[comp.sys.mac.hypercard] Scrolling fields all the way

kay@warwick.UUCP (Kay Dekker) (04/02/88)

Help!
	OK, I know that what I need is sticky-buttons, but until then...
The stack I'm implementing needs to use scrolling fields, because some
of the text is longer than a cardsworth; I only want the user to be able
to access some buttons when they've scrolled all the way through the field.

OK, I thought: the scroll property of a field can be set from a script, so,
all I need is a mouseWithin handler for the field, and when the user has
scrolled onto the last 'screenful', fully scroll the field and then reveal
the buttons.

Now, how does one set the field to be fully scrolled down?

Bright Idea #1 was ``OK, if I set the scroll of the field to some huge
number, then it should scroll all the way to the bottom, and then stop''.
Wrong, apparently.
	set the scroll of card field "CardText100" to 999999
does exactly what I'd asked it to do, and (amazingly) scrolls the text 
_past_the_top_of_the_field_!

Bright Idea #2: I know the height of the text, and I can get the number of
lines in the field, right? sooo... if I set the scroll of the field to the
height*the number of lines, then that's where we want to be, right?  Wrong.
As far as I can see, the number of lines that I can get _isn't_ the actual
number of lines (in terms of occupied space), but the number of _non-blank_
lines in the field.  Now, I like to use blank lines to separate paragraphs.
Auuuugh!!

What am I doing wrong? (apart from not waiting for a version of HC with sticky
buttons).  I'm not sure what I really think setting the scroll to a huge
number _should_ do; however, I don't think the current behaviour is right.
I mean, one can't scroll past the end of a scrolling field with the scroll
bar, so I'm not happy that one can apparently do so from a script.  Probably
either my 'clipping' intention or an error would be better, I think.

#2 seems odd, too.  Am I really interpreting my results correctly? can one
only find out the number of lines with _real_ text on them?

Help! please!
							Kay

PS: I've worked through Danny Goodman's book and the Help stack; I may have
missed something Really Obvious, so please be gentle with me if I'm asking
silly questions...

"Everything is rather more like everything else than it is like itself".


*Task:*
Find all the lines in the entries below that hold the word "bottom" and copy them.

Extracted records
================

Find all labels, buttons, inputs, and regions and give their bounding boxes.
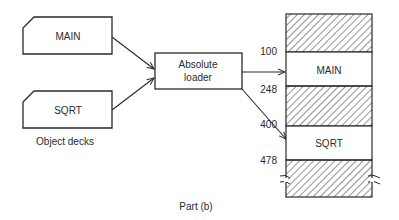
loader-label-line2: loader <box>184 72 212 84</box>
arrow-main-to-loader <box>112 37 154 69</box>
loader-label-line1: Absolute <box>179 59 218 71</box>
memory-column <box>280 14 380 197</box>
card-label-main: MAIN <box>56 31 81 42</box>
memory-region-hatched-bottom <box>286 160 372 197</box>
memory-region-hatched-middle <box>286 86 372 126</box>
address-100: 100 <box>260 46 277 57</box>
address-478: 478 <box>260 155 277 166</box>
arrow-loader-to-sqrt-region <box>242 89 286 139</box>
card-label-sqrt: SQRT <box>54 105 82 116</box>
memory-region-hatched-top <box>286 14 372 52</box>
object-decks-label: Object decks <box>36 136 94 147</box>
address-248: 248 <box>260 84 277 95</box>
memory-label-sqrt: SQRT <box>315 138 343 149</box>
arrow-sqrt-to-loader <box>112 78 154 110</box>
address-400: 400 <box>260 119 277 130</box>
figure-caption: Part (b) <box>179 201 212 212</box>
memory-label-main: MAIN <box>317 65 342 76</box>
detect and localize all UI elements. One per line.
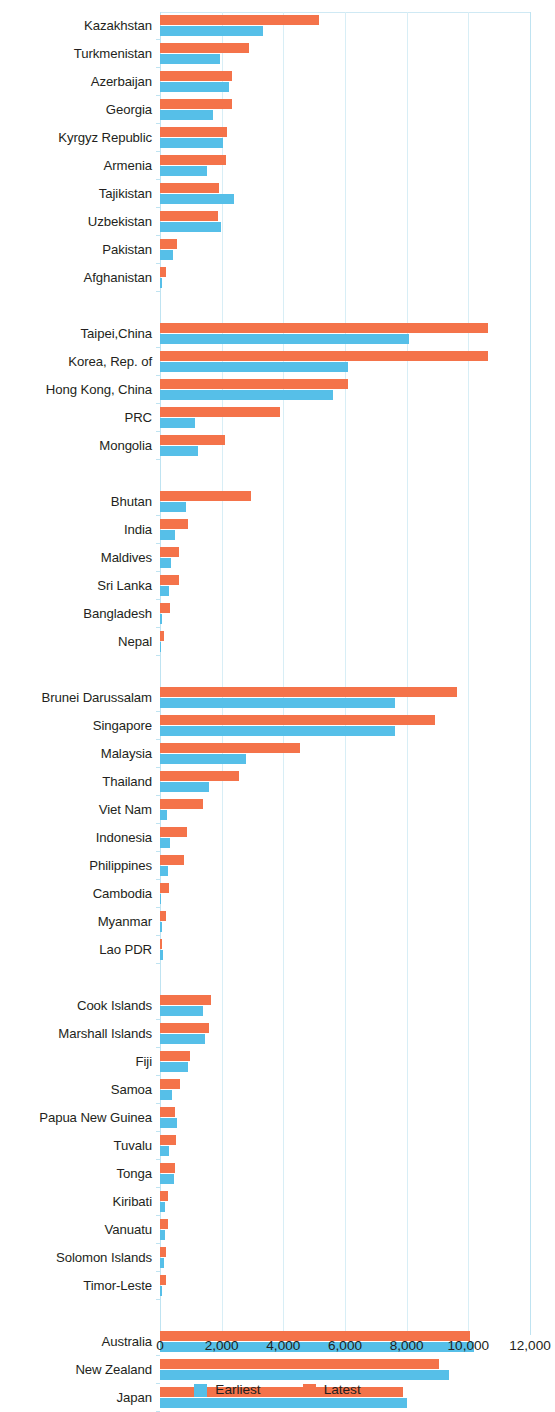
bar-latest[interactable] xyxy=(160,435,225,445)
bar-latest[interactable] xyxy=(160,575,179,585)
bar-group xyxy=(160,600,530,628)
bar-latest[interactable] xyxy=(160,1275,166,1285)
bar-earliest[interactable] xyxy=(160,894,161,904)
bar-earliest[interactable] xyxy=(160,26,263,36)
bar-group xyxy=(160,208,530,236)
bar-earliest[interactable] xyxy=(160,558,171,568)
bar-group xyxy=(160,404,530,432)
bar-earliest[interactable] xyxy=(160,754,246,764)
bar-earliest[interactable] xyxy=(160,446,198,456)
bar-earliest[interactable] xyxy=(160,810,167,820)
bar-earliest[interactable] xyxy=(160,698,395,708)
bar-latest[interactable] xyxy=(160,407,280,417)
bar-latest[interactable] xyxy=(160,687,457,697)
bar-latest[interactable] xyxy=(160,267,166,277)
category-label: Georgia xyxy=(0,103,152,117)
bar-latest[interactable] xyxy=(160,155,226,165)
bar-latest[interactable] xyxy=(160,127,227,137)
bar-latest[interactable] xyxy=(160,771,239,781)
bar-earliest[interactable] xyxy=(160,614,162,624)
bar-latest[interactable] xyxy=(160,43,249,53)
bar-earliest[interactable] xyxy=(160,1062,188,1072)
bar-latest[interactable] xyxy=(160,883,169,893)
bar-latest[interactable] xyxy=(160,239,177,249)
bar-latest[interactable] xyxy=(160,71,232,81)
bar-earliest[interactable] xyxy=(160,1006,203,1016)
bar-latest[interactable] xyxy=(160,939,162,949)
bar-latest[interactable] xyxy=(160,519,188,529)
bar-earliest[interactable] xyxy=(160,418,195,428)
bar-earliest[interactable] xyxy=(160,502,186,512)
bar-earliest[interactable] xyxy=(160,138,223,148)
bar-latest[interactable] xyxy=(160,491,251,501)
bar-earliest[interactable] xyxy=(160,726,395,736)
bar-latest[interactable] xyxy=(160,211,218,221)
bar-earliest[interactable] xyxy=(160,166,207,176)
bar-earliest[interactable] xyxy=(160,194,234,204)
bar-earliest[interactable] xyxy=(160,54,220,64)
bar-group xyxy=(160,796,530,824)
bar-latest[interactable] xyxy=(160,603,170,613)
bar-earliest[interactable] xyxy=(160,390,333,400)
bar-earliest[interactable] xyxy=(160,1034,205,1044)
bar-latest[interactable] xyxy=(160,183,219,193)
bar-earliest[interactable] xyxy=(160,82,229,92)
bar-latest[interactable] xyxy=(160,827,187,837)
bar-earliest[interactable] xyxy=(160,1230,165,1240)
bar-earliest[interactable] xyxy=(160,1202,165,1212)
bar-earliest[interactable] xyxy=(160,950,163,960)
bar-earliest[interactable] xyxy=(160,866,168,876)
bar-latest[interactable] xyxy=(160,1107,175,1117)
x-tick-label: 0 xyxy=(156,1337,164,1355)
bar-earliest[interactable] xyxy=(160,362,348,372)
bar-earliest[interactable] xyxy=(160,278,162,288)
bar-group xyxy=(160,1272,530,1300)
bar-earliest[interactable] xyxy=(160,642,161,652)
bar-earliest[interactable] xyxy=(160,782,209,792)
bar-latest[interactable] xyxy=(160,1219,168,1229)
bar-earliest[interactable] xyxy=(160,586,169,596)
bar-latest[interactable] xyxy=(160,1191,168,1201)
bar-group xyxy=(160,124,530,152)
bar-latest[interactable] xyxy=(160,1079,180,1089)
bar-latest[interactable] xyxy=(160,1023,209,1033)
bar-earliest[interactable] xyxy=(160,530,175,540)
bar-earliest[interactable] xyxy=(160,1258,164,1268)
bar-earliest[interactable] xyxy=(160,1118,177,1128)
bar-earliest[interactable] xyxy=(160,838,170,848)
bar-earliest[interactable] xyxy=(160,1286,162,1296)
bar-latest[interactable] xyxy=(160,1135,176,1145)
bar-latest[interactable] xyxy=(160,995,211,1005)
bar-latest[interactable] xyxy=(160,1359,439,1369)
bar-latest[interactable] xyxy=(160,715,435,725)
bar-latest[interactable] xyxy=(160,15,319,25)
bar-earliest[interactable] xyxy=(160,250,173,260)
bar-latest[interactable] xyxy=(160,351,488,361)
bar-latest[interactable] xyxy=(160,743,300,753)
bar-latest[interactable] xyxy=(160,99,232,109)
category-label: Tajikistan xyxy=(0,187,152,201)
bar-group xyxy=(160,684,530,712)
bar-earliest[interactable] xyxy=(160,1146,169,1156)
legend-item[interactable]: Earliest xyxy=(194,1382,260,1398)
category-label: Afghanistan xyxy=(0,271,152,285)
bar-latest[interactable] xyxy=(160,1163,175,1173)
bar-group xyxy=(160,1188,530,1216)
bar-latest[interactable] xyxy=(160,799,203,809)
bar-latest[interactable] xyxy=(160,1051,190,1061)
bar-earliest[interactable] xyxy=(160,110,213,120)
bar-latest[interactable] xyxy=(160,1247,166,1257)
bar-group xyxy=(160,1244,530,1272)
bar-latest[interactable] xyxy=(160,323,488,333)
bar-earliest[interactable] xyxy=(160,1090,172,1100)
bar-earliest[interactable] xyxy=(160,222,221,232)
legend-item[interactable]: Latest xyxy=(303,1382,361,1398)
bar-earliest[interactable] xyxy=(160,922,162,932)
bar-earliest[interactable] xyxy=(160,1174,174,1184)
bar-latest[interactable] xyxy=(160,379,348,389)
bar-latest[interactable] xyxy=(160,547,179,557)
bar-earliest[interactable] xyxy=(160,334,409,344)
bar-latest[interactable] xyxy=(160,911,166,921)
bar-latest[interactable] xyxy=(160,855,184,865)
bar-latest[interactable] xyxy=(160,631,164,641)
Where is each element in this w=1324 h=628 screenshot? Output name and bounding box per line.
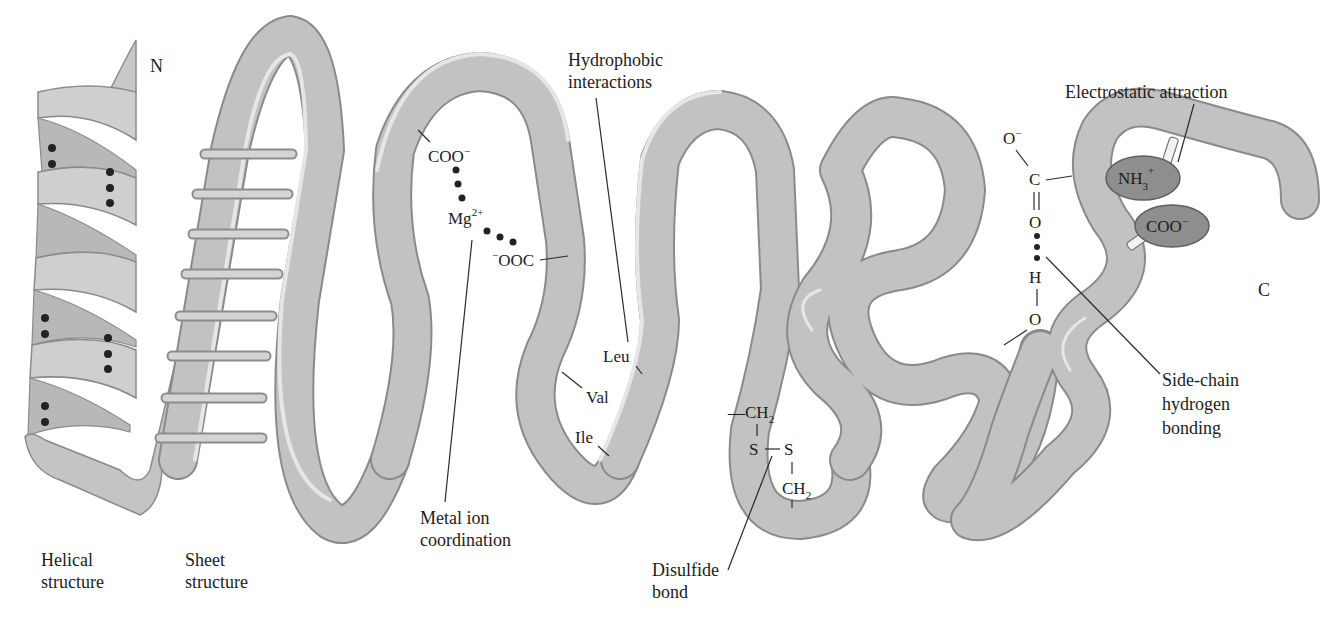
disulfide-s2: S [784,440,793,459]
residue-ile: Ile [575,428,593,447]
disulfide-caption-line1: Disulfide [652,560,719,580]
hydrophobic-caption-line1: Hydrophobic [568,50,663,70]
metal-ion-loop: COO− Mg2+ −OOC Metal ion coordination [377,54,620,550]
helical-caption-line1: Helical [41,550,93,570]
hbond-o-minus: O− [1003,127,1022,148]
mg-ion-label: Mg2+ [448,206,483,228]
sheet-caption-line2: structure [185,572,248,592]
disulfide-top-ch2: —CH2 [727,403,774,425]
structure-captions: Helical structure Sheet structure [41,550,248,592]
sheet-caption-line1: Sheet [185,550,225,570]
protein-tertiary-structure-diagram: N COO− Mg2+ [0,0,1324,628]
hbond-hydrogen: H [1029,268,1041,287]
ligand-ooc-label: −OOC [492,249,534,270]
disulfide-bottom-ch2: CH2 [782,479,811,501]
helical-caption-line2: structure [41,572,104,592]
metal-ion-leader [445,240,472,502]
beta-sheet [160,35,390,524]
residue-leu: Leu [603,347,630,366]
disulfide-s1: S [749,440,758,459]
electrostatic-caption: Electrostatic attraction [1065,82,1227,102]
hydrophobic-leader [596,98,628,342]
ligand-coo-label: COO− [428,145,470,166]
carboxylate-label: COO− [1146,215,1188,236]
n-terminus-label: N [150,56,163,76]
hydrophobic-caption-line2: interactions [568,72,652,92]
hbond-carbon: C [1029,170,1040,189]
hbond-o-donor: O [1029,310,1041,329]
hbond-caption-line3: bonding [1162,418,1221,438]
metal-ion-caption-line1: Metal ion [420,508,490,528]
hbond-caption-line2: hydrogen [1162,394,1230,414]
c-terminus-label: C [1258,280,1270,300]
disulfide-caption-line2: bond [652,582,688,602]
hbond-o-acceptor: O [1029,213,1041,232]
metal-ion-caption-line2: coordination [420,530,511,550]
sheet-hbond-rungs [160,154,292,438]
residue-val: Val [586,388,609,407]
hbond-caption-line1: Side-chain [1162,370,1239,390]
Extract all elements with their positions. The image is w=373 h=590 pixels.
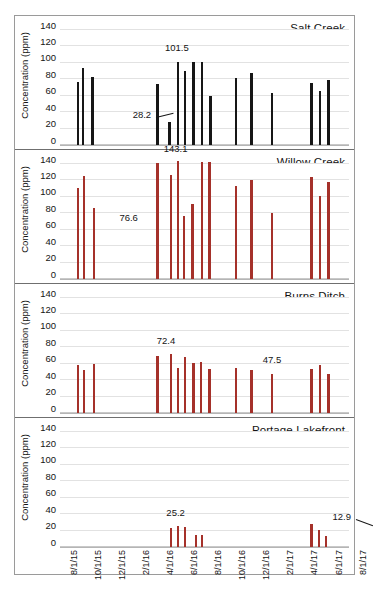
y-axis-tick-label: 140 xyxy=(40,423,56,433)
data-label: 76.6 xyxy=(119,212,138,223)
data-label: 25.2 xyxy=(166,507,185,518)
gridline xyxy=(60,62,349,63)
y-axis-tick-label: 140 xyxy=(40,289,56,299)
bar xyxy=(93,364,95,413)
gridline xyxy=(60,262,349,263)
bar xyxy=(201,162,203,279)
bar xyxy=(156,84,158,145)
data-label: 47.5 xyxy=(263,354,282,365)
gridline xyxy=(60,513,349,514)
y-axis-tick-label: 80 xyxy=(45,204,56,214)
bar xyxy=(250,180,252,279)
bar xyxy=(208,162,210,279)
y-axis-tick-label: 120 xyxy=(40,439,56,449)
bar xyxy=(184,527,186,547)
bar xyxy=(235,186,237,279)
bar xyxy=(200,362,202,413)
bar xyxy=(156,356,158,414)
bar xyxy=(271,93,273,145)
y-axis-title: Concentration (ppm) xyxy=(17,284,31,402)
bar xyxy=(319,196,321,279)
bar xyxy=(93,208,95,279)
bar xyxy=(184,357,186,413)
y-axis-tick-label: 60 xyxy=(45,354,56,364)
y-axis-tick-label: 80 xyxy=(45,338,56,348)
gridline xyxy=(60,179,349,180)
gridline xyxy=(60,163,349,164)
y-axis-tick-label: 60 xyxy=(45,220,56,230)
x-axis-tick-label: 8/1/17 xyxy=(358,550,367,575)
bar xyxy=(310,177,312,279)
x-axis-tick-label: 4/1/17 xyxy=(310,550,319,575)
bar xyxy=(209,96,211,145)
bar xyxy=(77,82,79,145)
x-axis-tick-label: 10/1/16 xyxy=(238,550,247,580)
bar xyxy=(201,62,203,145)
leader-line xyxy=(356,519,373,526)
bar xyxy=(319,365,321,413)
y-axis-title-text: Concentration (ppm) xyxy=(19,32,30,119)
panel-portage-lakefront: Concentration (ppm)Portage Lakefront0204… xyxy=(15,418,354,576)
x-axis-line xyxy=(60,547,349,548)
bar xyxy=(310,369,312,413)
plot-area: 020406080100120140143.176.6 xyxy=(60,164,349,279)
gridline xyxy=(60,111,349,112)
data-label: 28.2 xyxy=(133,109,152,120)
x-axis-line xyxy=(60,145,349,146)
y-axis-tick-label: 140 xyxy=(40,21,56,31)
gridline xyxy=(60,297,349,298)
bar xyxy=(310,524,312,547)
y-axis-tick-label: 80 xyxy=(45,70,56,80)
bar xyxy=(82,68,84,145)
x-axis-tick-label: 10/1/15 xyxy=(93,550,102,580)
data-label: 72.4 xyxy=(157,335,176,346)
bar xyxy=(177,62,179,145)
data-label: 12.9 xyxy=(333,511,352,522)
y-axis-tick-label: 100 xyxy=(40,322,56,332)
gridline xyxy=(60,196,349,197)
gridline xyxy=(60,497,349,498)
y-axis-tick-label: 100 xyxy=(40,456,56,466)
bar xyxy=(235,368,237,413)
gridline xyxy=(60,330,349,331)
bar xyxy=(271,213,273,279)
y-axis-tick-label: 0 xyxy=(51,270,56,280)
bar xyxy=(83,176,85,279)
x-axis-tick-label: 12/1/16 xyxy=(262,550,271,580)
bar xyxy=(191,204,193,279)
y-axis-tick-label: 0 xyxy=(51,404,56,414)
bar xyxy=(250,370,252,413)
y-axis-tick-label: 60 xyxy=(45,86,56,96)
gridline xyxy=(60,78,349,79)
y-axis-tick-label: 20 xyxy=(45,119,56,129)
gridline xyxy=(60,363,349,364)
gridline xyxy=(60,29,349,30)
bar xyxy=(192,363,194,413)
bar xyxy=(77,188,79,279)
bar xyxy=(201,535,203,547)
x-axis-labels: 8/1/1510/1/1512/1/152/1/164/1/166/1/168/… xyxy=(60,550,349,584)
bar xyxy=(156,163,158,279)
x-axis-tick-label: 8/1/16 xyxy=(214,550,223,575)
x-axis-tick-label: 6/1/16 xyxy=(190,550,199,575)
bar xyxy=(177,161,179,279)
y-axis-tick-label: 120 xyxy=(40,171,56,181)
bar xyxy=(170,175,172,279)
x-axis-tick-label: 4/1/16 xyxy=(165,550,174,575)
bar xyxy=(184,71,186,145)
x-axis-tick-label: 12/1/15 xyxy=(117,550,126,580)
y-axis-title: Concentration (ppm) xyxy=(17,150,31,268)
bar xyxy=(170,354,172,413)
gridline xyxy=(60,212,349,213)
bar xyxy=(325,536,327,547)
y-axis-tick-label: 120 xyxy=(40,37,56,47)
y-axis-tick-label: 40 xyxy=(45,505,56,515)
gridline xyxy=(60,464,349,465)
gridline xyxy=(60,128,349,129)
x-axis-line xyxy=(60,279,349,280)
y-axis-tick-label: 80 xyxy=(45,472,56,482)
data-label: 101.5 xyxy=(165,42,189,53)
y-axis-tick-label: 40 xyxy=(45,237,56,247)
y-axis-tick-label: 20 xyxy=(45,253,56,263)
x-axis-tick-label: 6/1/17 xyxy=(334,550,343,575)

================

*Response to this task:*
memory-region-hatched-bottom <box>286 160 372 197</box>
disulfide-bottom-ch2: CH2 [782,479,811,501]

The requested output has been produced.